PhD Program

Western Law is committed to fostering our doctoral candidates’ development as leading legal scholars through the production of high caliber legal research. To that end, our Faculty offers an intellectually stimulating environment for the pursuit of doctoral studies.

One of the primary aims of the program is to prepare promising scholars for careers as legal academics. Graduates of the PhD program will also be well positioned for the workplace in the private practice of law, business, the government or various Canadian and international non-governmental organizations that focus on law and legal policy.

The normal duration of the PhD program for full-time students is four years of continuous enrolment. PhD students are permitted to study part-time only in exceptional individual circumstances.

Please see our Graduate Admissions page for details of admission requirements and how to apply.

Program Requirements

To complete the PhD program, the following is required:

  1. Law 9001: Approaches to Legal Scholarship;
  2. Law 9002: Guided Study and Research Methodology;
  3. Three additional elective courses, one of which may be from outside the Faculty of Law, with the permission of the student’s supervisor and with the approval of the Graduate Director and the other program;
  4. Law 9003: Graduate Colloquium; and
  5. Writing and defence of a substantial dissertation of publishable quality.

In addition, the student will be required to be in residence for a minimum of two years and to meet the following program milestones:

  1. to produce, after three terms and before the end of six terms, at least one draft dissertation chapter (approximately 10,000 words), and to defend it orally before his or her thesis advisory committee.
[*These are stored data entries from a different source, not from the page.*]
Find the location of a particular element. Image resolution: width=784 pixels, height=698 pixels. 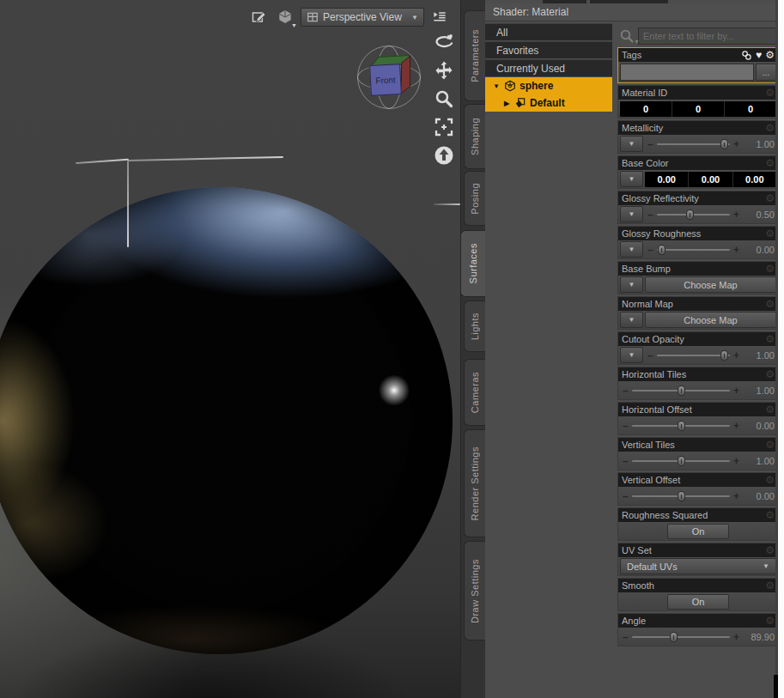

tab-posing: Posing is located at coordinates (474, 198).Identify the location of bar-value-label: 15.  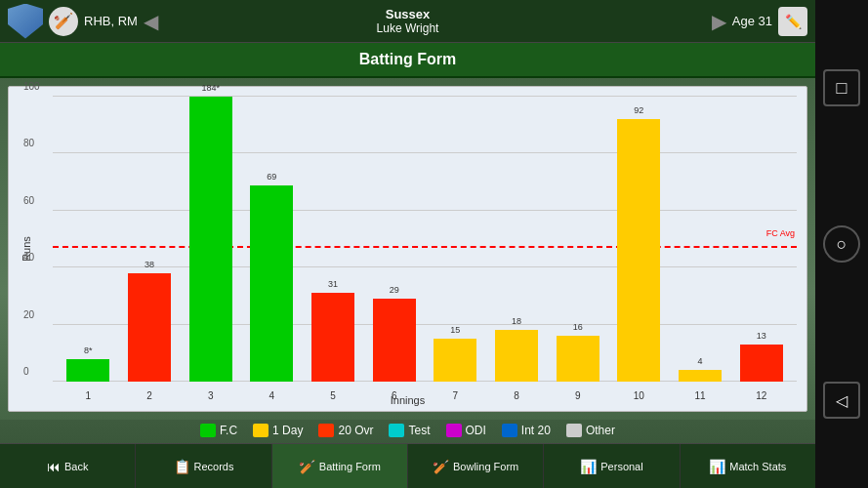
(455, 330).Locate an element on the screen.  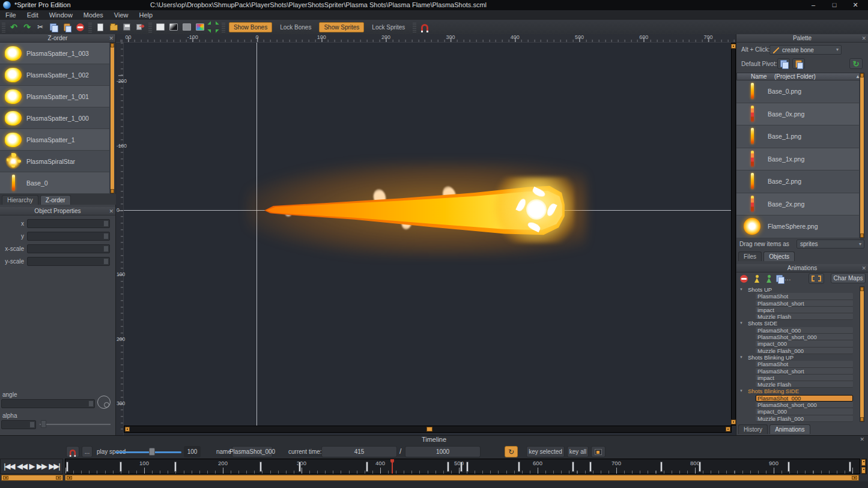
palette-file-row: FlameSphere.png is located at coordinates (798, 227).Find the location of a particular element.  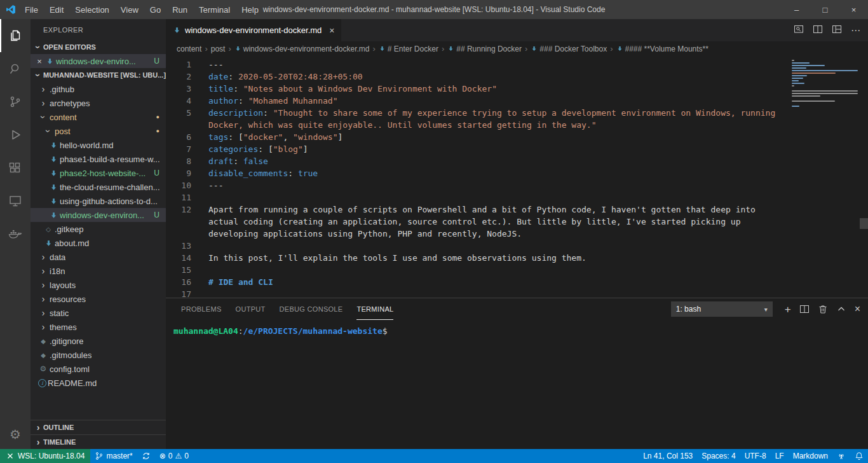

open-editors-header: › OPEN EDITORS is located at coordinates (98, 47).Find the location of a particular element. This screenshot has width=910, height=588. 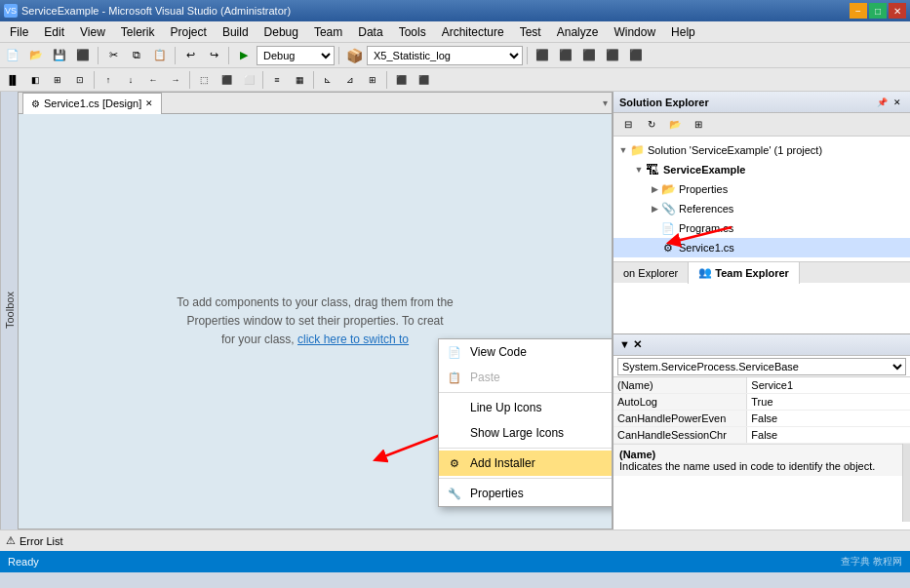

The committee shall consist of the student’s supervisor and one or two additional members of the university faculty, as agreed by the student and the supervisor;
  2. to present and defend his or her thesis proposal before the advisory committee, after three terms and before the end of six terms, to ensure that his or her studies are making progress. The committee shall consist of the student’s supervisor and one or two additional members of the university faculty, as agreed by the student and the supervisor. The order in which this and the chapter presentation are delivered shall be determined by the student in consultation with his or her supervisor;
  3. to prepare by the end of four terms an early draft of a Table of Contents and Bibliography;
  4. to research and write the dissertation in years three and four; and
  5. to present at least one research talk inside the Faculty of Law in each year after the first year.

For further details about Western Law's PhD milestones, please see our Guidelines for Students and Supervisors.

For general information about the PhD dissertation and defence process, please see the School of Graduate and Postdoctoral Studies Thesis page.